**What the task requires**
Line by line, transcribe the listing below exactly.

**Material provided**
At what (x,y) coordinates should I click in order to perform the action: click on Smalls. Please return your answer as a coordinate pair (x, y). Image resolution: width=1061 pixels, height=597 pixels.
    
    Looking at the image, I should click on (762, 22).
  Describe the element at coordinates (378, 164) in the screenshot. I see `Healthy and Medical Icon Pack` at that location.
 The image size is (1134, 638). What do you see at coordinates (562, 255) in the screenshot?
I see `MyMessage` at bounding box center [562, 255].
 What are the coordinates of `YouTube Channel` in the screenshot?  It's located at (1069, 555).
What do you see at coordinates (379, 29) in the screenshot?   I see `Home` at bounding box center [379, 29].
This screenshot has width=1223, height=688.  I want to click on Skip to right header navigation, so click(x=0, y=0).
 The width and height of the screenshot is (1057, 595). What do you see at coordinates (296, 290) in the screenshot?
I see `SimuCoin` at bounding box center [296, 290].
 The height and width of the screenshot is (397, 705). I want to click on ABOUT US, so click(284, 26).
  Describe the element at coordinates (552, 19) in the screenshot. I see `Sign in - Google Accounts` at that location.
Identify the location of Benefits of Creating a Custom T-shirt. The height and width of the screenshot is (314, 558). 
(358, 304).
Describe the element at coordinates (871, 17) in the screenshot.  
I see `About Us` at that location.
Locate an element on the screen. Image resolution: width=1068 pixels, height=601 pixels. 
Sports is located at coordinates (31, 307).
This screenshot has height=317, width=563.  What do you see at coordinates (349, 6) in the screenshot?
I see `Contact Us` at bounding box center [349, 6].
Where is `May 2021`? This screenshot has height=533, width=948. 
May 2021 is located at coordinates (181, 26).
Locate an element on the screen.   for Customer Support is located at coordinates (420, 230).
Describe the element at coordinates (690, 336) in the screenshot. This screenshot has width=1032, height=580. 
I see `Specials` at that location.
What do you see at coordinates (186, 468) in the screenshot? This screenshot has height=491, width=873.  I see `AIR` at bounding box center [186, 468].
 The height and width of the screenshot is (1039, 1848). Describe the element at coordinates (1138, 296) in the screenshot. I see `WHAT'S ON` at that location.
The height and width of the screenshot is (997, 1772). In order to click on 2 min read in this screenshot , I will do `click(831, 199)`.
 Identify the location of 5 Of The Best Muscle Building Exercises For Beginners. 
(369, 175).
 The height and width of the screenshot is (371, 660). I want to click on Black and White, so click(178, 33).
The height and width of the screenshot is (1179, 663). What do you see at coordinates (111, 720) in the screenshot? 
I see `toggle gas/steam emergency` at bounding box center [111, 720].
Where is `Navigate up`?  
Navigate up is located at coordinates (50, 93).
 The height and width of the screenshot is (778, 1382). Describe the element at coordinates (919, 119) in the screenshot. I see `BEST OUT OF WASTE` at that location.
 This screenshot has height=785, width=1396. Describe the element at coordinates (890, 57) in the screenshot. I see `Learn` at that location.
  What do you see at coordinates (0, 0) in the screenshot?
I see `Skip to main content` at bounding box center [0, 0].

**Output**
At what (x,y) coordinates should I click in order to perform the action: click on Smalls. Please return your answer as a coordinate pair (x, y). Image resolution: width=1061 pixels, height=597 pixels.
    
    Looking at the image, I should click on (762, 22).
  Describe the element at coordinates (378, 164) in the screenshot. I see `Healthy and Medical Icon Pack` at that location.
 The image size is (1134, 638). What do you see at coordinates (562, 255) in the screenshot?
I see `MyMessage` at bounding box center [562, 255].
 What are the coordinates of `YouTube Channel` in the screenshot?  It's located at (1069, 555).
What do you see at coordinates (379, 29) in the screenshot?   I see `Home` at bounding box center [379, 29].
This screenshot has width=1223, height=688.  I want to click on Skip to right header navigation, so click(x=0, y=0).
 The width and height of the screenshot is (1057, 595). What do you see at coordinates (296, 290) in the screenshot?
I see `SimuCoin` at bounding box center [296, 290].
 The height and width of the screenshot is (397, 705). I want to click on ABOUT US, so click(284, 26).
  Describe the element at coordinates (552, 19) in the screenshot. I see `Sign in - Google Accounts` at that location.
Identify the location of Benefits of Creating a Custom T-shirt. The height and width of the screenshot is (314, 558). 
(358, 304).
Describe the element at coordinates (871, 17) in the screenshot.  
I see `About Us` at that location.
Locate an element on the screen. Image resolution: width=1068 pixels, height=601 pixels. 
Sports is located at coordinates (31, 307).
This screenshot has height=317, width=563.  What do you see at coordinates (349, 6) in the screenshot?
I see `Contact Us` at bounding box center [349, 6].
Where is `May 2021`? This screenshot has height=533, width=948. 
May 2021 is located at coordinates (181, 26).
Locate an element on the screen.   for Customer Support is located at coordinates (420, 230).
Describe the element at coordinates (690, 336) in the screenshot. This screenshot has width=1032, height=580. 
I see `Specials` at that location.
What do you see at coordinates (186, 468) in the screenshot? This screenshot has height=491, width=873.  I see `AIR` at bounding box center [186, 468].
 The height and width of the screenshot is (1039, 1848). Describe the element at coordinates (1138, 296) in the screenshot. I see `WHAT'S ON` at that location.
The height and width of the screenshot is (997, 1772). In order to click on 2 min read in this screenshot , I will do `click(831, 199)`.
 Identify the location of 5 Of The Best Muscle Building Exercises For Beginners. 
(369, 175).
 The height and width of the screenshot is (371, 660). I want to click on Black and White, so click(178, 33).
The height and width of the screenshot is (1179, 663). What do you see at coordinates (111, 720) in the screenshot? 
I see `toggle gas/steam emergency` at bounding box center [111, 720].
Where is `Navigate up`?  
Navigate up is located at coordinates (50, 93).
 The height and width of the screenshot is (778, 1382). Describe the element at coordinates (919, 119) in the screenshot. I see `BEST OUT OF WASTE` at that location.
 This screenshot has height=785, width=1396. Describe the element at coordinates (890, 57) in the screenshot. I see `Learn` at that location.
  What do you see at coordinates (0, 0) in the screenshot?
I see `Skip to main content` at bounding box center [0, 0].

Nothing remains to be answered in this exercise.